All these years and I’d been buying pottery for cordwood remains. The urge to point this out was so strong I could almost feel myself twitching. But, again, this wasn’t about my anger. My issues. I told myself to deal with it later and simply asked, “Why bother?”
“If I could take his grave with me, you wouldn’t ever need to go looking for it.”
Of course. That fit perfectly into the legend of Robert Guthrie. And if I hadn’t saved that box of stuff she had asked—no,
told
—me to throw away, I would never have known to check Cortez records. Still, I couldn’t help thinking of all those pieces of pottery I’d purchased, always picturing the tall, ruddy-faced man in the one photo I had of him. I’d wonder if he’d approve of my pottery selection, imagining that he liked shades of purple and blue—maybe because I do— and curved, flowing shapes with no beginning or end. Now that I realized I’d spent all these years talking to a pile of soot, while my living, breathing father was out there, well, I had to work even harder to keep a lid on the anger.
“Silly, I suppose,” she said.
“That’s okay, Mom.” But it wasn’t. Not at all. “Was his birthday June twentieth?”
“I doubt it.”
Move on,
I told myself.
“What about this woman who came to see you? Mary Waltner.”
She brightened. “Mary. She was quite nice.”
“What did she want?”
“Well, she said she knew your father. And she told me that he died about a month ago.”
“How did she find you?”
She paused. “I don’t think I asked her.”
“Where did this woman live?”
“Oh, I don’t remember what she said. Nebraska, I think.” As though it wasn’t of consequence. I recalled that earlier she had said Los Angeles. The woman was creeping east.
“Who was she to my father?” How strange that a man who was a thief and an abuser had a friend who cared enough about him to cross (at least) two states in order to tell the wife he’d deserted forty-some years ago that he was dead.

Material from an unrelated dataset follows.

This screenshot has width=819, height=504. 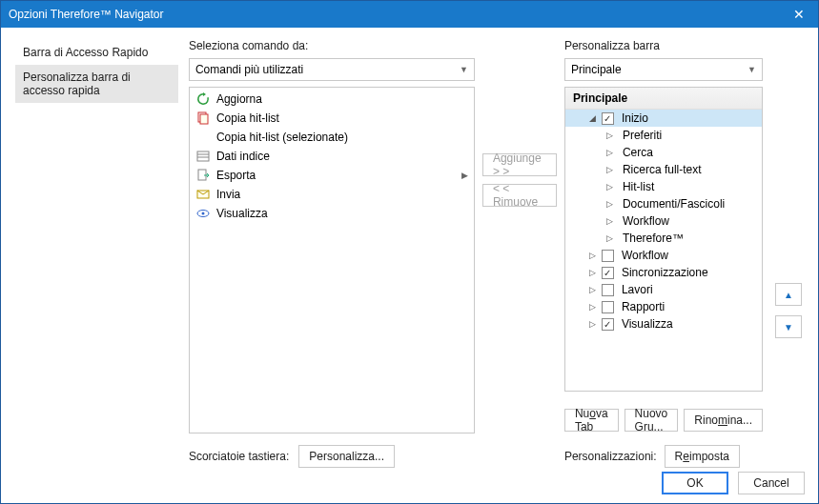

“A friend.” She paused. “Or maybe she was his lawyer.”
“There is a difference.”
“I suppose. Well, she was quite a nice woman.”
Lawyer made more sense. And why would a lawyer be there if not to give her something?
“What happened to him? To Robert?”
“I told you. He died. He was almost ninety.”
“No, I mean, what happened after he got out of prison? What did he do? Where did he go?”
“Oh, I don’t remember what Mary told me—you know my shortterm memory. Something to do with used cars.”
My real father—a thief, abuser and now a used-car salesman. I leaned back and sighed. We can’t all be the children of astronauts, I told myself.
“How did he die?”
She gave me one of her looks. “He was older than me by several years. At that point what difference does it make? I believe they call it ‘natural causes.’”
I pushed myself up in the chair, crossing my legs under me. “So why wouldn’t this lawyer—or whoever she was—just call you?”
She took a deep breath and expelled it through her nose along with a trail of smoke. “Robert left me something.”
I waited, barely breathing, and I couldn’t help but think about what Erika Starwise had said. Or, rather, what my rapping father had told me. “What did he leave you?”
“A little money.”
“How little?”
Her jaw trembled and she took several moments before trying to speak. When she did, her voice cracked and broke over the words. “When Robert and I had been married only a few months, he stole some money I had stashed in the coffee can.” She swallowed. “I was hoping to buy a new sofa with it.”
I waited a beat. “How much?”
Twisting her mouth in annoyance, she said, “A hundred and fifty dollars, if you must know.” Then, “I suppose you want me to give it to you. Seeing as I’m not allowed to have anything to do with my own financial matters anymore.”
“No, Mom,” I said, trying to keep my disappointment from showing, “just keep it someplace safe.”